Chinese Basketball Association chairman Yao, a notable member of the Chinese People's Political Consultative Conference's 13th National Committee, filed a proposal to the advisory body calling for a stronger combination of sports and education to ensure school PE programs are both fun enough and competitive enough for students.

"Education without sports is incomplete, while sports training without education won't yield consistent results," said Yao, who ended his playing career in 2011 and joined the CPPCC two years later.

Now, as the chief of Chinese basketball and a father of a school-age daughter, Yao is pushing ahead with reforms to build closer cooperation between the country's sports governing body, educational authority and commercial sports training enterprises. The aims are to provide more interesting PE curriculums, introduce better coaching on campus and develop cross-school sports leagues.

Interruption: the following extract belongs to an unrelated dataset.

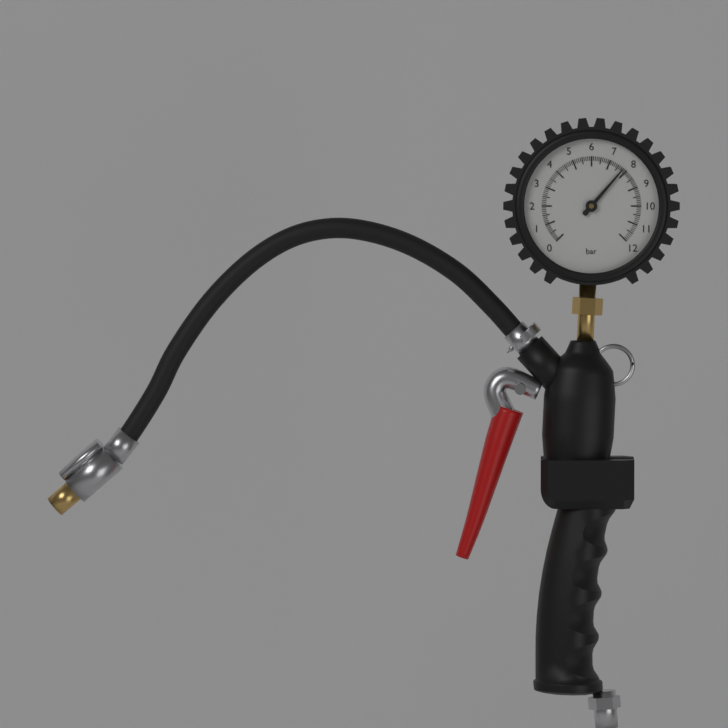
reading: 7.8 bar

Yao has stressed that policies on training and encouraging retired athletes to become teachers should be worked out between the sports and education authorities to facilitate on-campus PE programs with talents developed in the country's State-run professional sports system.

He added that school PE courses shall be diversified and individualized to cater to students' interests in different sporting events based on their own choices rather than just providing the compulsory curriculum focusing on basic exercises, such as running, jumping and throwing.

Under the current high-school curriculum, students take three 45-minute PE classes per week involving basic exercises and spend a limited amount of time playing ball games without professional guidance.

The emphasis on academic study has seen extracurricular sports activities replaced by extra tutoring in many schools and families to prepare for the all-important college entrance examination, or gaokao, resulting in a decline in the average fitness levels of students, according to the Education Ministry.

Deputies Zhu Ting (right) and Zhang Changning consult during last week's National People's Congress in Beijing. XINHUA

China's national women's volleyball team stars Zhu and Zhang Changning, both young NPC deputies, have backed Yao's proposals.

Zhu, the captain of China's reigning Olympic champion team, reiterated during a public speech and in her written suggestion to the top legislature that more attention should be paid to better facilitating junior sports activities, especially for kindergarten children.

"Early participation in sports can help children develop healthily in both physical and mental aspects," said Zhu.

"I hope more children choose sports because of a growing interest during their youth, not just because of their size, like I did," said the towering spiker, whose exceptional height (1.7 meters) as a 12-year-old saw her drafted into the State's professional system.

Zhang, another popular member of China's all-conquering women's team, has been a tireless campaigner for collegiate sports as part of her NPC duties over the past three years.

She suggests that high-school graduates' sports performances should be attributed greater importance in their overall assessment and college enrollment, while universities should build elite sports teams based on their own characteristics.

"Only by developing a sound collegiate sports program on top of our education system can we encourage and persuade schools at the primary and secondary levels to make the whole system a complete one," said Zhang, an outside hitter who first developed her skills in the national beach volleyball program in 2009.

Although it runs a multiple-sport collegiate league system of its own, the Federation of University Sport of China still struggles to provide a consistent feed of elite talents to the country's top professional leagues, such as basketball's CBA and soccer's Chinese Super League, without dedicated coaching teams and high-performance training facilities.

To expand the talent pathway from ordinary schools to the pro leagues is a major challenge that requires both cross-department efforts and society's wholehearted support, Yao reckons.

"The promotion of physical education should never just be a slogan. Combining sports in all-round education is the future, and that takes a collective effort to push forward consistently," the hoops great said earlier this month after signing a cooperation deal between the CBA and the Chinese University Basketball Association.